┌──

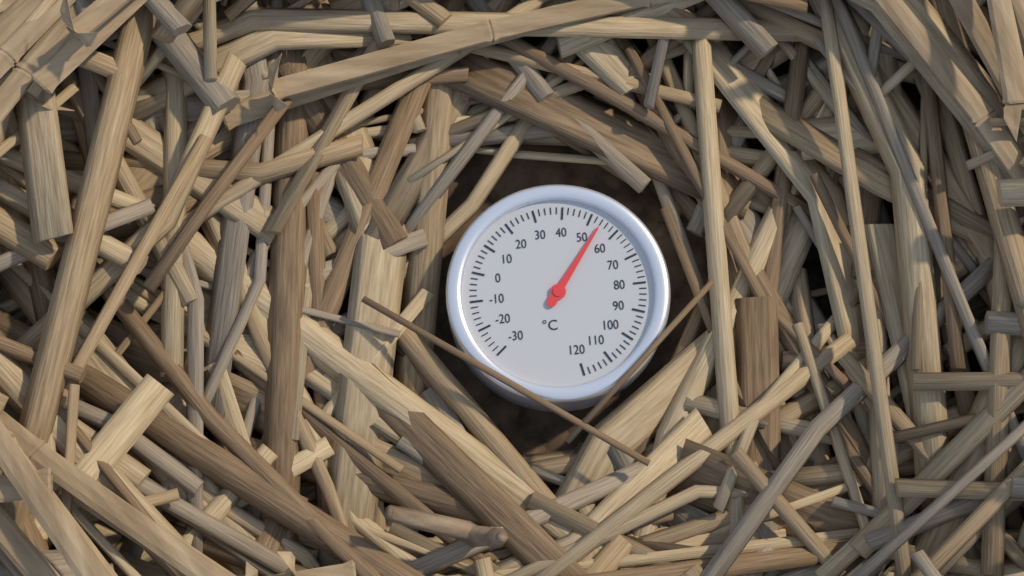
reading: 54 °C
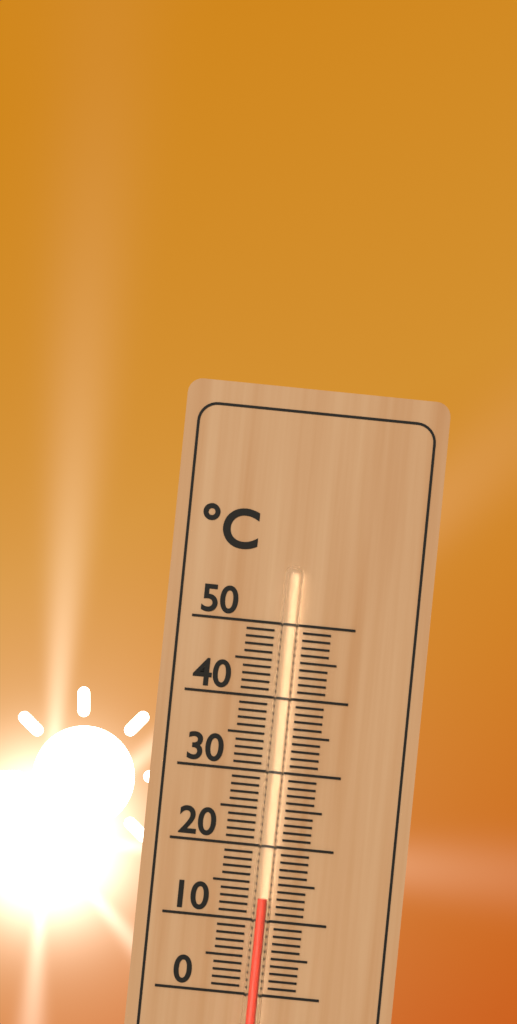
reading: 13 °C
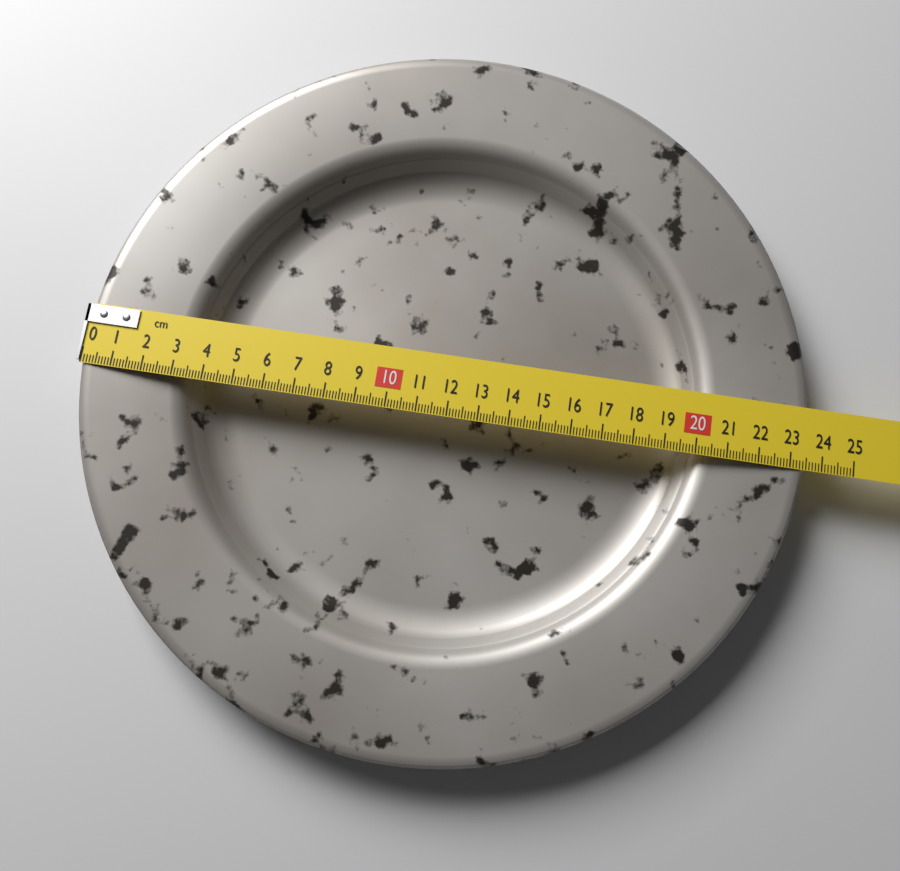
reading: 23.5 cm
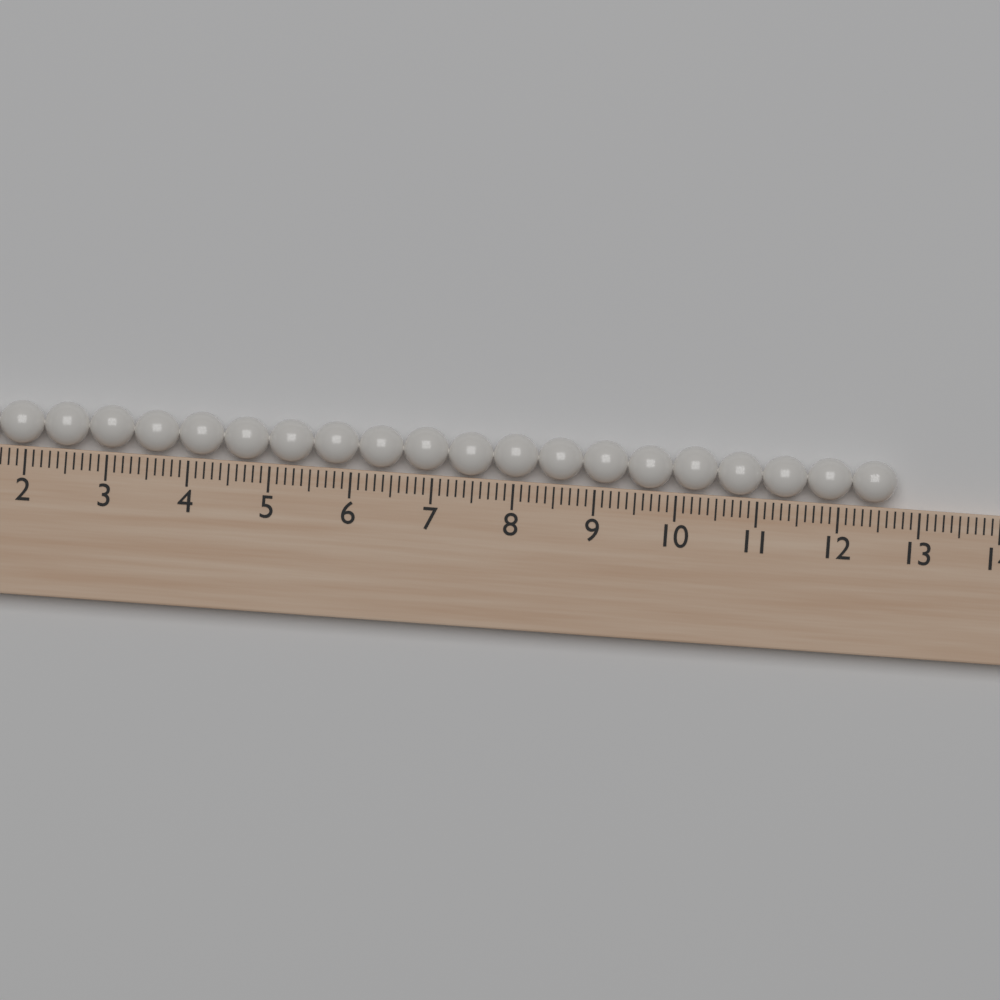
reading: 12.7 (no unit)
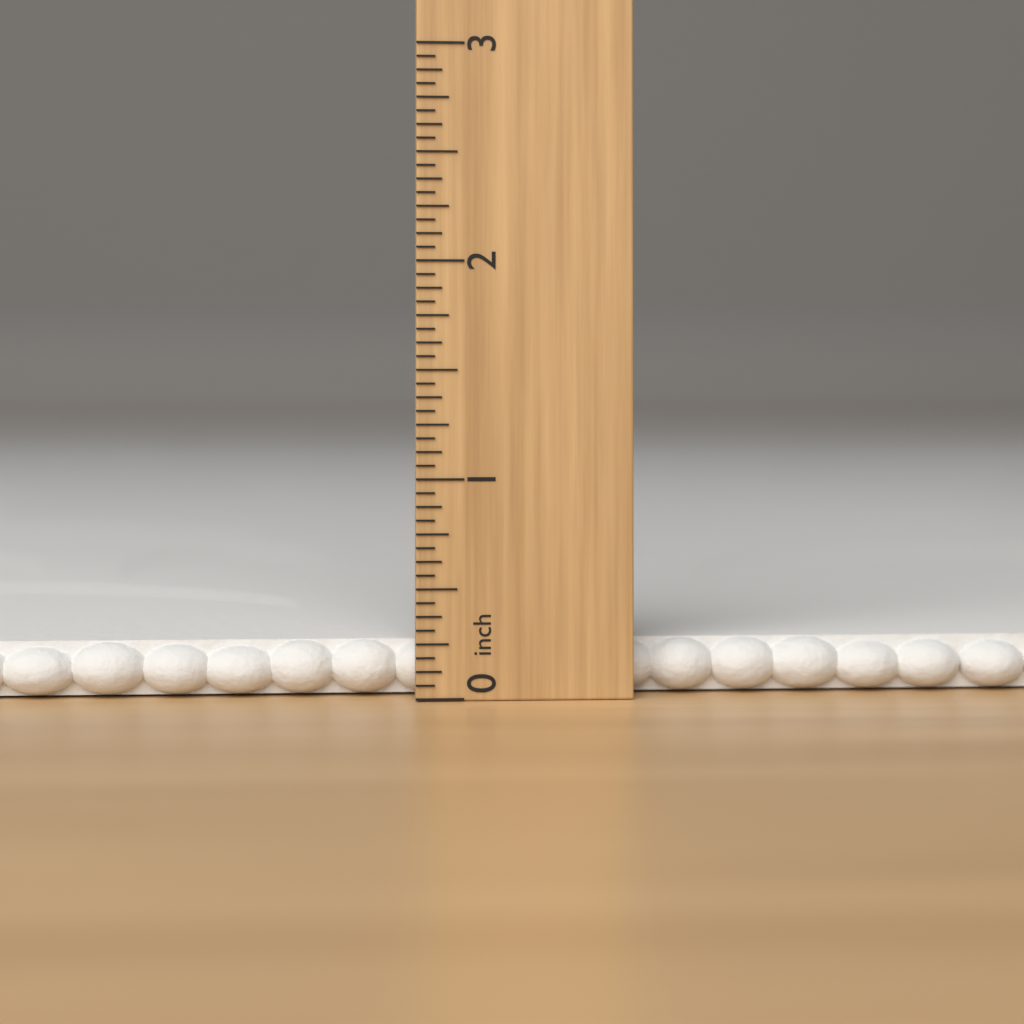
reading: 0.2500 inch
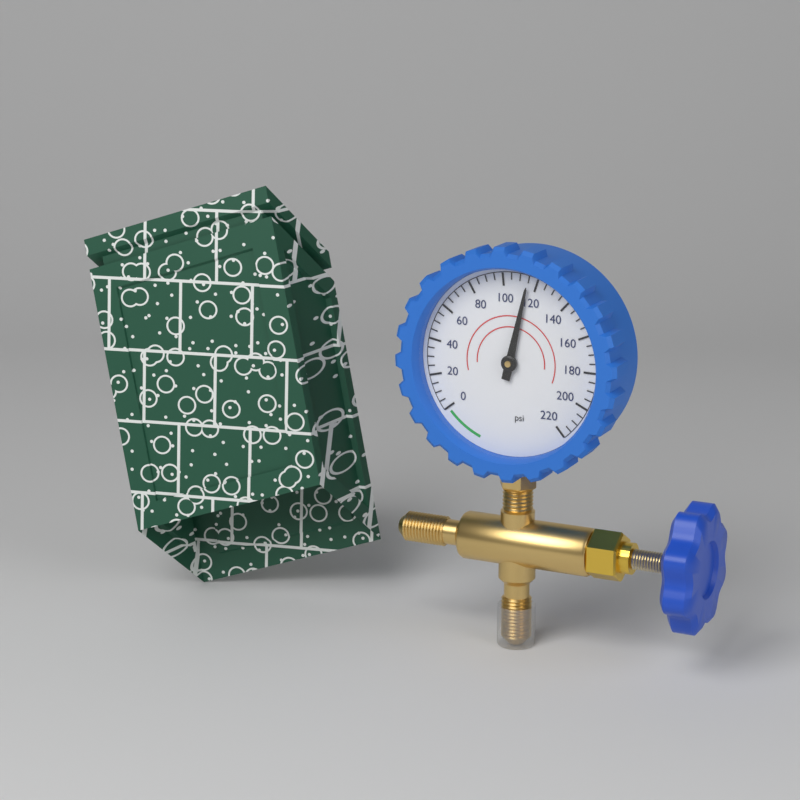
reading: 115 psi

└──

» **What the task requires**
Retype the whole listing exactly. Do not include the pictures.

» **Output below**
reading: 54 °C
reading: 13 °C
reading: 23.5 cm
reading: 12.7 (no unit)
reading: 0.2500 inch
reading: 115 psi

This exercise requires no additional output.